TodataURL () exports the contents of the entire Canvas. We need to modify part of the contents of Canvas. At this time, we can copy the pixel data of the specified rectangle on the Canvas through getImageData(), and then put the image data back through putimageData (). Then I use todataURL () to export a different image.

CanvasRenderingContext2D. GetImageData () returns a ImageData object, used to describe the Canvas area implied pixel data. This region is represented by a rectangle with a starting point of (sx, sy), width of sw, and height of sh.

The ImageData interface describes an area of implicit pixel data for the <Canvas> element, which can be constructed by the imageData () method, or by the creation method of the CanvasRenderingContext2D object held together by Canvas: CreateImageData () and getImageData ().

The ImageData object stores the actual pixel data of the Canvas object. It contains several read-only properties:

  • Width of the image in pixels
  • The height of the image, in pixels
  • data

Uint8ClampedArray – A one-bit array of type Uint8ClampedArray containing RGBA integer data in the range 0 to 255. It can be treated as the initial pixel data, with four 1 Bytes per pixel (in order of red, green, blue, alpha), each color represented by a number between 0 and 255. Each part is assigned to a contiguous index within an array, the red part of the first pixel in the upper left corner, at bit 0 of the array index. Pixels are processed from left to right and top to bottom, traversed through the array.

Unit8ClamPedarray contains height width of 4 bytes with index values from 0 to (WH4)-1.

For example, to read the blue part of the pixel in line 50, column 200 of the image, then:


const blueComponent = imageData[50*(imageData.width * 4) + 200*4 + 2]

Here’s how to obfuscate Canvas Fingerprints:

const toBlob = HTMLCanvasElement.prototype.toBlob; const toDataURL = HTMLCanvasElement.prototype.toDataURL; HTMLCanvasElement.prototype.manipulate = function() { const {width, height} = this; // Get CanvasRenderingContext2D const context = this.getContext('2d'); const shift = { 'r': Math.floor(Math.random() * 10) - 5, 'g': Math.floor(Math.random() * 10) - 5, 'b': Math.floor(Math.random() * 10) - 5 }; const matt = context.getImageData(0, 0, width, height); // Random changes are made to the r, g, b values of each pixel in the imageData generated by getImageData to generate a unique image. for (let i = 0; i < height; i += Math.max(1, parseInt(height / 10))) { for (let j = 0; j < width; j += Math.max(1, parseInt(width / 10))) { const n = ((i * (width * 4)) + (j * 4)); matt.data[n + 0] = matt.data[n + 0] + shift.r; // add matt.data[n + 1] = matt.data[n + 1] + shift.g; matt.data[n + 2] = matt.data[n + 2] + shift.b; } } context.putImageData(matt, 0, 0); / / back to back. / / modify the prototype toBlob Object. DefineProperty (HTMLCanvasElement. Prototype, 'toBlob' {value: function() { if (script.dataset.active === 'true') { try { this.manipulate(); // ImageData} catch(e) {console.warn(' Manipulation failed', e); } } return toBlob.apply(this, arguments); }}); / / modify the prototype. ToDataURL Object. DefineProperty (HTMLCanvasElement. Prototype, 'toDataURL, {value: function() { if (script.dataset.active === 'true') { try { this.manipulate(); // ImageData} catch(e) {console.warn(' Manipulation failed', e); } } return toDataURL.apply(this, arguments); }});

Confusing other fingerprints

The idea of confusing Canvas fingerprint is the same as that of confusing Canvas fingerprint. Both are methods to change the prototype of the acquired object.
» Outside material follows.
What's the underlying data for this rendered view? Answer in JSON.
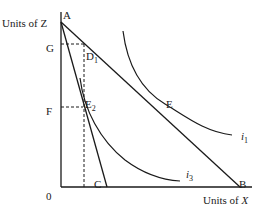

The confused time zone, for example, is to change the Date. The prototype. GetTimezoneOffset return values.

Ambiguity resolution is change the documentElement. ClientHeight documentElement. ClientWidth

Confusing WebGL requires changing the WebGLBufferData getParameter method, and so on.

Of course, there are some simple ways to prevent user fingerprints from being generated. For example, we can execute a JS code before the page loads through the browser’s extensions (Canvas Blocker, WebGL Fingerprint Defender, Fingerprint Spoofing, etc.). To protect our privacy information, change or rewrite various functions of JS to prevent websites from obtaining various information, or return a fake data.